Making Life Work

Freedom and Disability in a Community Group Home

2010
Author:

Jack Levinson

Understanding how group home life is not so different from our own

A clear-eyed ethnography of a New York City group home, Making Life Work shows how the group home needs the knowledgeable and voluntary participation of residents and counselors alike. Jack Levinson reveals that rather than being seen as the antithesis of freedom, the group home must be understood as representing the fundamental dilemmas between authority and the individual in contemporary liberal societies.

Making Life Work is a wonderful book. Jack Levinson presents insightful, thought provoking, and well-written ethnographic portrayals of ‘dependent’ adults and their caregivers.

Wendy Simonds, Georgia State University

Group homes emerged in the United States in the 1970s as a solution to the failure of the large institutions that, for more than a century, segregated and abused people with intellectual and developmental disabilities. Yet community services have not, for the most part, delivered on the promises of rights, self-determination, and integration made more than thirty years ago, and critics predominantly portray group homes simply as settings of social control.

Making Life Work is a clear-eyed ethnography of a New York City group home based on more than a year of field research. Jack Levinson shows how the group home needs the knowledgeable and voluntary participation of residents and counselors alike. The group home is an actual workplace for counselors, but for residents group home work involves working on themselves to become more autonomous. Levinson reveals that rather than being seen as the antithesis of freedom, the group home must be understood as representing the fundamental dilemmas between authority and the individual in contemporary liberal societies. No longer inmates but citizens, these people who are presumed—rightly or wrongly—to lack the capacity for freedom actually govern themselves.

Levinson, a former group home counselor, demonstrates that the group home depends on the very capacities for independence and individuality it cultivates in the residents. At the same time, he addresses the complex relationship between services and social control in the history of intellectual and developmental disabilities, interrogating broader social service policies and the role of clinical practice in the community.

Jack Levinson is assistant professor of sociology at The City College of New York.

Making Life Work is a wonderful book. Jack Levinson presents insightful, thought provoking, and well-written ethnographic portrayals of ‘dependent’ adults and their caregivers.

Wendy Simonds, Georgia State University

Making Life Work is a sensitively researched and sensitively written book ... [that] captures the daily work of counsellors and residents in a way I have rarely seen elsewhere. A rigorous, thoughtful and thought-provoking approach.

Kathy Boxall, British Journal of Social Work

Levinson shows the complex link between services and social control of people with disabilities. His main argument is that the group home represents the dilemma between authority and freedom in contemporary society. Making Life Work is a well-written and insightful book that provides a rich portrayal and a novel understanding of adults with intellectual disabilities living in a group home. I recommend it to others in the fields of sociology and disability studies.

Sally Lindsay, Canadian Journal of Sociology

What shape does freedom take? The entirety of Making Life Work, Jack Levinson’s beautifully detailed, nuanced, and sensitive ethnography, can be seen as an attempt to answer just that question as applied to adults with intellectual disabilities in a residential group home.

Chris Walton, American Journal of Sociology

[Levinson] plays adroitly on the idea of ‘making life work’ . . . Ambitiously conceived and meticulously documented, the text includes the larger theoretical and methodological project of linking the micro-sociology of the 1960s–1980s with more recent Foucauldian discussions of governance put forth by Nikolas Rose.

Gelya Frank, Culture, Medicine, and Psychiatry

Needs to be a staple in university classrooms that influence the minds of today and tomorrow’s professionals. ... A humbling read.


ABOUT THIS EXERCISE: In your transcription, keep every record exact and leave out the pictures.

"""

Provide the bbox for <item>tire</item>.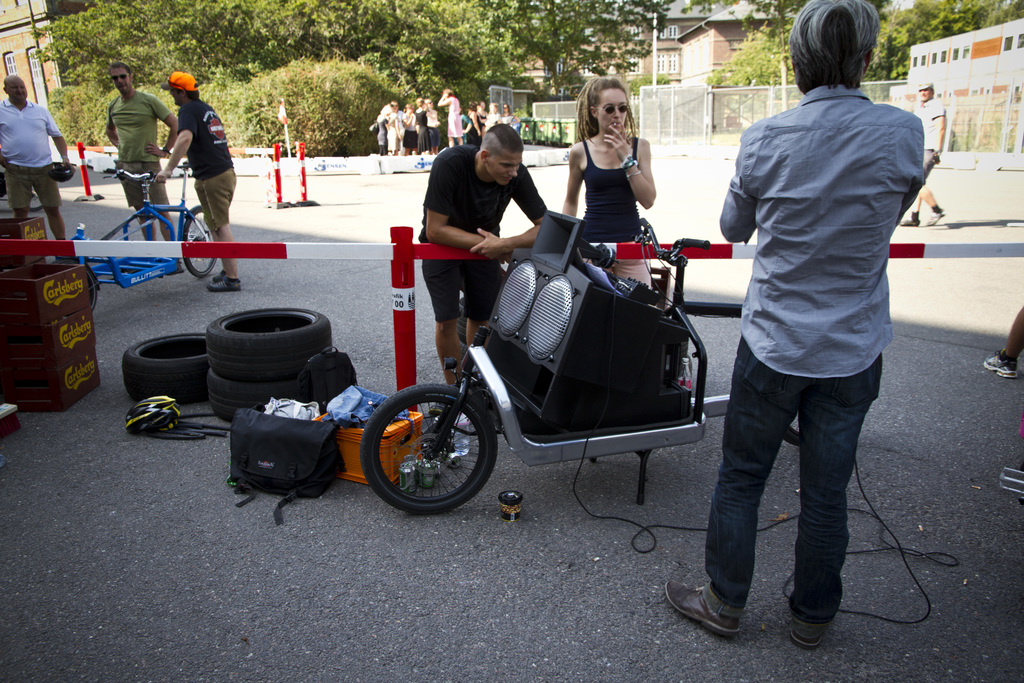
[81,266,95,311].
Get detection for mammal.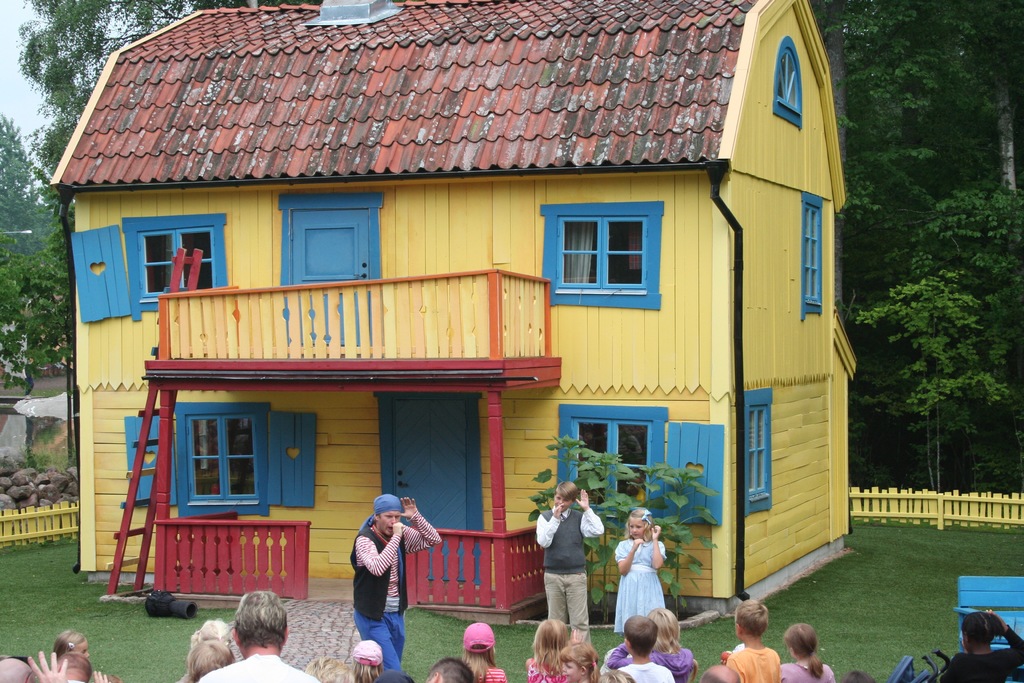
Detection: select_region(307, 655, 353, 682).
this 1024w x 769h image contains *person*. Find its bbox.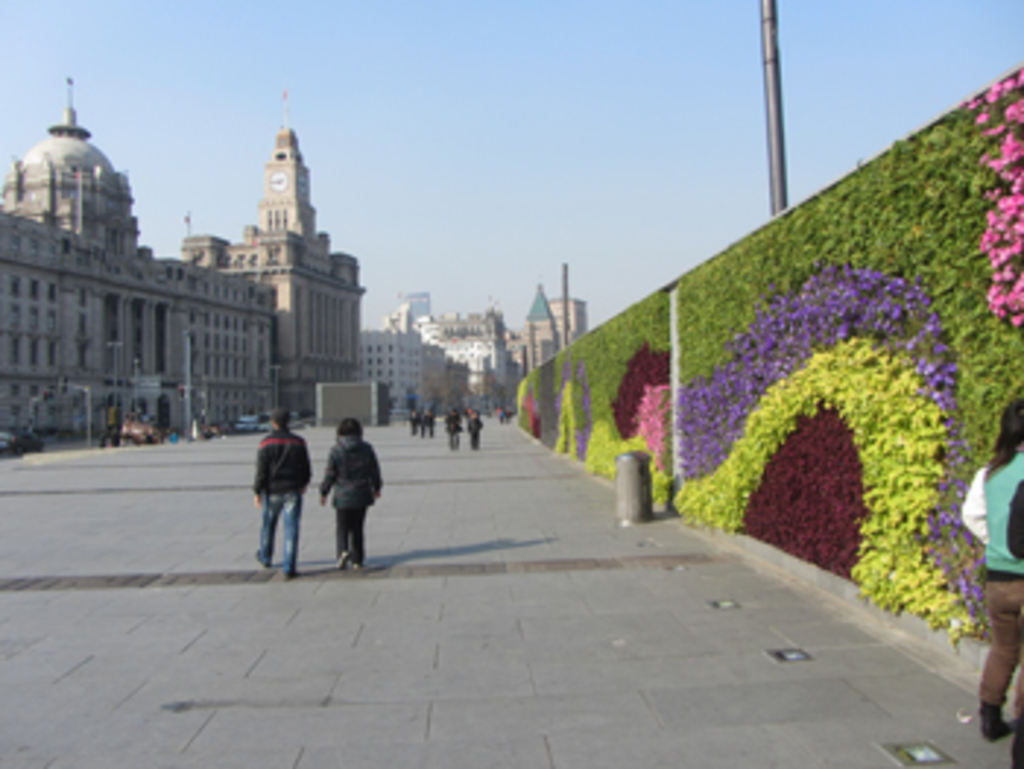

"""

RESULT FOR THIS EXERCISE:
Provide the bbox for <item>tire</item>.
[81,266,95,311].
Get detection for mammal.
Detection: select_region(307, 655, 353, 682).
this 1024w x 769h image contains *person*. Find its bbox.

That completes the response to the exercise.